**Listed records**
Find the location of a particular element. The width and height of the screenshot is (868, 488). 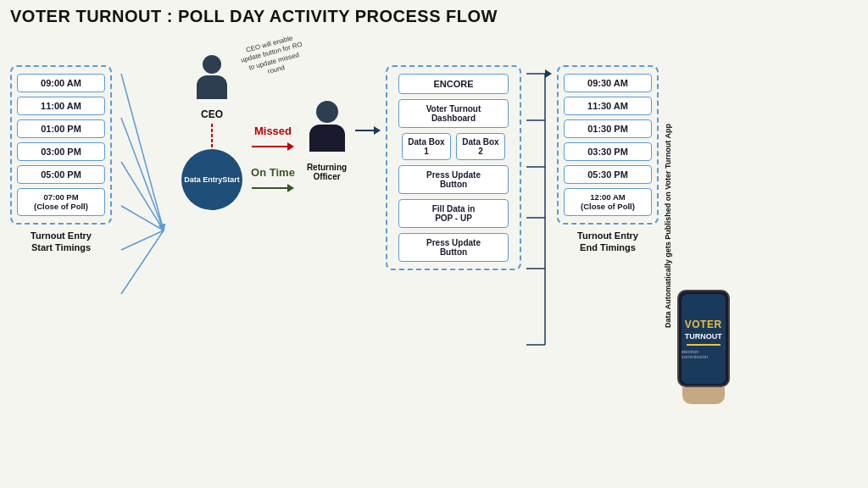

right-label: Data Automatically gets Published on Vot… is located at coordinates (669, 225).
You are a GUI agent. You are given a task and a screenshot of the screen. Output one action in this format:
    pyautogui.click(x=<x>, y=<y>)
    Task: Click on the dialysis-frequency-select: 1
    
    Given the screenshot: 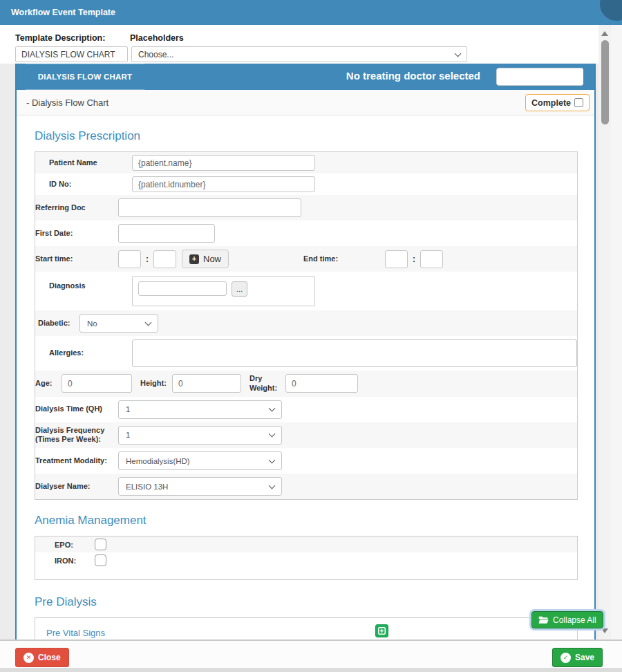 What is the action you would take?
    pyautogui.click(x=200, y=436)
    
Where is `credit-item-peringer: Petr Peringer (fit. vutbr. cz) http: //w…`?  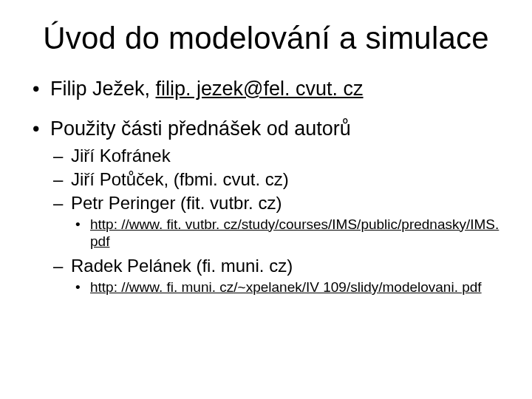 credit-item-peringer: Petr Peringer (fit. vutbr. cz) http: //w… is located at coordinates (276, 222).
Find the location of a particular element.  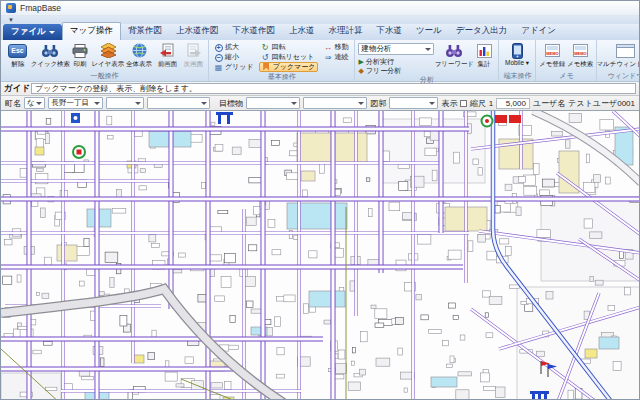

freeword-search-button: フリーワード is located at coordinates (454, 55).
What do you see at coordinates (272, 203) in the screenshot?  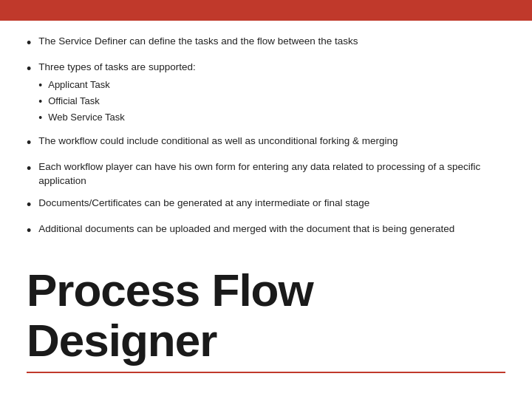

**Exercise**
The response should hold only an exact retyping of the lines from the beginning of the data through the line containing "Task: Click on", both ends kept, pictures omitted.

**Final answer**
Find the location of a particular element. The width and height of the screenshot is (868, 488). 

right-label: Data Automatically gets Published on Vot… is located at coordinates (669, 225).
You are a GUI agent. You are given a task and a screenshot of the screen. Output one action in this format:
    pyautogui.click(x=<x>, y=<y>)
    Task: Click on the dialysis-frequency-select: 1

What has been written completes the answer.